Quickbase Pipelines uses Jinja templating to enable dynamic expressions, filters, and access to variables, by providing Python-like expressions while ensuring that the templates are evaluated in a sandbox.
Jinja is a modern and designer-friendly templating language for Python. It is a text-based language and thus can be used to generate any markup as well as source code.
Pipelines is currently supporting Jinja2 2.11.3, for various formatting within pipeline steps.
In this article
- Resources for Jinja
- Variables
- Logic Conditions
- Currently unsupported Jinja features
- Filters
- List of Built-in Tests
- Working with JSON
- Function Calls
- Example - audit trail creation process
- Example - searching for a field value
- Example - workaround for address fields with spaces
- Example - Sum of two numeric field values in another field
- Working around reserved words in Jinja
- Jinja tips
Resources for Jinja
Test your expression in realtime:
http://jinja.quantprogramming.com/
For syntax and semantics:
https://jinja.palletsprojects.com/en/2.11.x/templates/
Statements
- For statements use
{% ... %}
Expressions
- For expressions use
{{ }}
to print to the template output. For example{{ customer['first_name'] }}
, prints the content in between the curly brackets to the template output.
Runtime metadata object
If you want to leverage metadata about your Pipeline, and a specific Run, you can use the Runtime object that is created each time your pipeline runs.

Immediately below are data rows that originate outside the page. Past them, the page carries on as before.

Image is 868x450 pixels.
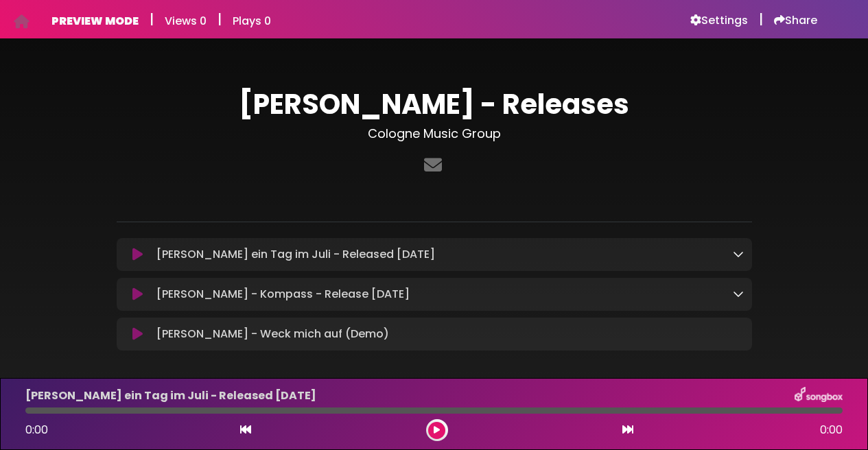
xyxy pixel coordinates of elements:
a: Share [775,14,818,27]
p: [PERSON_NAME] - Kompass - Release [DATE] [156,286,410,302]
h3: Cologne Music Group [116,127,752,141]
p: [PERSON_NAME] ein Tag im Juli - Released [DATE] [25,388,317,404]
h1: [PERSON_NAME] - Releases [116,87,752,121]
h5: | [217,11,222,27]
img: songbox-logo-white.png [795,387,843,405]
h5: | [149,11,154,27]
p: [PERSON_NAME] ein Tag im Juli - Released [DATE] [156,246,435,263]
h6: Views 0 [165,14,206,27]
h6: Plays 0 [233,14,271,27]
h6: PREVIEW MODE [52,14,138,27]
h5: | [759,11,764,27]
a: Settings [690,14,748,27]
p: [PERSON_NAME] - Weck mich auf (Demo) [156,326,389,342]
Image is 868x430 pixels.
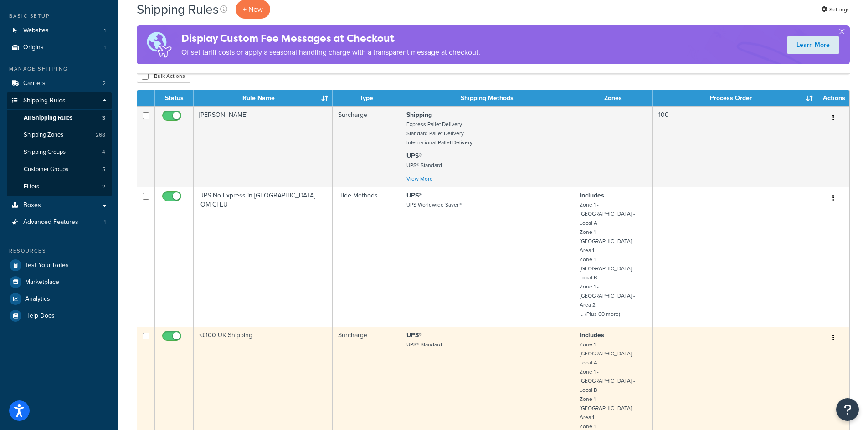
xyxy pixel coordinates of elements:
li: Shipping Groups [7,144,112,161]
span: 268 [96,131,105,139]
span: Filters [24,183,39,191]
strong: Shipping [406,110,432,120]
strong: UPS® [406,191,422,201]
span: Advanced Features [23,218,79,226]
span: Boxes [23,202,41,209]
span: 1 [104,27,106,34]
span: 1 [104,218,106,226]
h1: Shipping Rules [137,1,219,18]
a: Settings [821,3,850,16]
li: Origins [7,39,112,56]
li: Customer Groups [7,161,112,178]
span: Carriers [23,80,45,87]
div: Manage Shipping [7,65,112,73]
span: Customer Groups [24,166,68,174]
span: Analytics [25,296,50,303]
span: Help Docs [25,312,55,320]
a: All Shipping Rules 3 [7,110,112,126]
td: UPS No Express in [GEOGRAPHIC_DATA] IOM CI EU [193,187,333,327]
a: Analytics [7,291,112,307]
small: UPS® Standard [406,161,442,169]
h4: Display Custom Fee Messages at Checkout [181,31,480,46]
span: 2 [103,80,106,87]
button: Open Resource Center [836,398,859,421]
strong: UPS® [406,151,422,161]
span: Websites [23,27,48,34]
th: Type [333,90,401,107]
span: 3 [102,114,105,122]
td: Hide Methods [333,187,401,327]
li: All Shipping Rules [7,110,112,126]
li: Advanced Features [7,214,112,231]
a: Shipping Rules [7,93,112,109]
td: [PERSON_NAME] [193,107,333,187]
small: Express Pallet Delivery Standard Pallet Delivery International Pallet Delivery [406,120,473,147]
span: 4 [102,148,105,156]
small: UPS® Standard [406,340,442,348]
a: Websites 1 [7,22,112,39]
li: Shipping Zones [7,126,112,144]
a: Advanced Features 1 [7,214,112,231]
span: Marketplace [25,278,59,286]
span: 5 [102,166,105,174]
span: Shipping Groups [24,148,66,156]
li: Websites [7,22,112,39]
span: 1 [104,44,106,52]
strong: Includes [579,191,604,201]
span: Test Your Rates [25,262,69,269]
li: Shipping Rules [7,93,112,196]
span: Origins [23,44,44,52]
span: All Shipping Rules [24,114,72,122]
div: Resources [7,247,112,255]
a: Shipping Zones 268 [7,126,112,144]
th: Rule Name : activate to sort column ascending [193,90,333,107]
a: Origins 1 [7,39,112,56]
span: 2 [102,183,105,191]
td: 100 [653,107,817,187]
a: Learn More [787,36,839,54]
a: Shipping Groups 4 [7,144,112,161]
th: Shipping Methods [401,90,574,107]
th: Status [155,90,193,107]
th: Actions [817,90,849,107]
a: Test Your Rates [7,257,112,274]
td: Surcharge [333,107,401,187]
a: Filters 2 [7,179,112,195]
button: Bulk Actions [137,69,190,83]
a: Boxes [7,197,112,214]
th: Zones [574,90,653,107]
span: Shipping Rules [23,97,66,105]
strong: UPS® [406,331,422,340]
p: Offset tariff costs or apply a seasonal handling charge with a transparent message at checkout. [181,46,480,59]
img: duties-banner-06bc72dcb5fe05cb3f9472aba00be2ae8eb53ab6f0d8bb03d382ba314ac3c341.png [137,26,181,64]
li: Carriers [7,75,112,92]
a: Help Docs [7,308,112,324]
small: UPS Worldwide Saver® [406,201,462,209]
th: Process Order : activate to sort column ascending [653,90,817,107]
a: Customer Groups 5 [7,161,112,178]
a: View More [406,175,433,183]
a: Marketplace [7,274,112,290]
small: Zone 1 - [GEOGRAPHIC_DATA] - Local A Zone 1 - [GEOGRAPHIC_DATA] - Area 1 Zone 1 - [GEOGRAPHIC_DAT... [579,201,635,318]
a: Carriers 2 [7,75,112,92]
div: Basic Setup [7,12,112,20]
li: Filters [7,179,112,195]
span: Shipping Zones [24,131,63,139]
strong: Includes [579,331,604,340]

Syntax and specific properties
{{runtime.propertyname}}
for example, you could use {{runtime.pipeline_id}}
This table details syntax elements and examples of output.
Syntax | Description and examples |
run_id = |
The alphanumeric identifier for a single run of a Pipeline from start to finish. Example output = efc4145d637f4ac09f1e7be6ed8ef499 |
activity_url = |
This URL contains realm/domain and run ID information. This can be used to navigate directly to a single run’s activities within a given domain (when authorized). Example output = https://team.pipelines.quickbase.com/activity/pipeline/efc4145d637f4ac09f1e7be6ed8ef499 |
triggered_at = |
The ISO8601 timestamp for the date and time that an individual run of a Pipeline was triggered. This is relative to UTC. Example output = 2023-05-18 16:37:09.761914+00:00 |
pipeline_id = |
This is the numeric identifier corresponding to an individual Pipeline. Example output = 4803524587847680 |
user_id = |
The Pipelines user ID. The example below is specific to the Pipelines portion of the platform. This output can be helpful when you request assistance from Tech Support. Example output = 6413832189116416 |
pipeline_url = |
This URL contains the realm/domain and Pipeline ID information. This can be used to navigate directly to a Pipeline within a given domain (when authorized). Example output = https://team.pipelines.quickbase.com/pipelines/4803524587847680 |
pipeline_name = |
The user specified Pipeline name. Example output = Runtime Object Test |
Use-cases
If you want to dynamically get the Pipeline ID in a custom alert message (rather than hardcoding a Pipeline ID in your alert) you could use the Runtime metadata object to help.
Comments
- For comments not included in the template output use
{# your comment #}
For example:
{# note: commented-out template because we no longer use this {% for user in users %} ... {% endfor %} #}
Variables
What attributes a variable has depends heavily on the application providing that variable.
Dot
You can use a dot (.
) to access the attributes of a variable. The following examples do the same thing, a
is an object with hello
as a property:
{{ a.hello}}
{{ a['hello'] }}
{{a.get('hello')}}
For example, when you drag the variable from the popup menu, Pipelines uses variables with (.
) operator
Custom Variables
You can set a custom variable using the expression:
{% set iterated = false %}
This expression will allow you to store dummy variables.
Data Types
- Boolean - represents the values true and false
- Integer - Integers are whole numbers without a decimal part.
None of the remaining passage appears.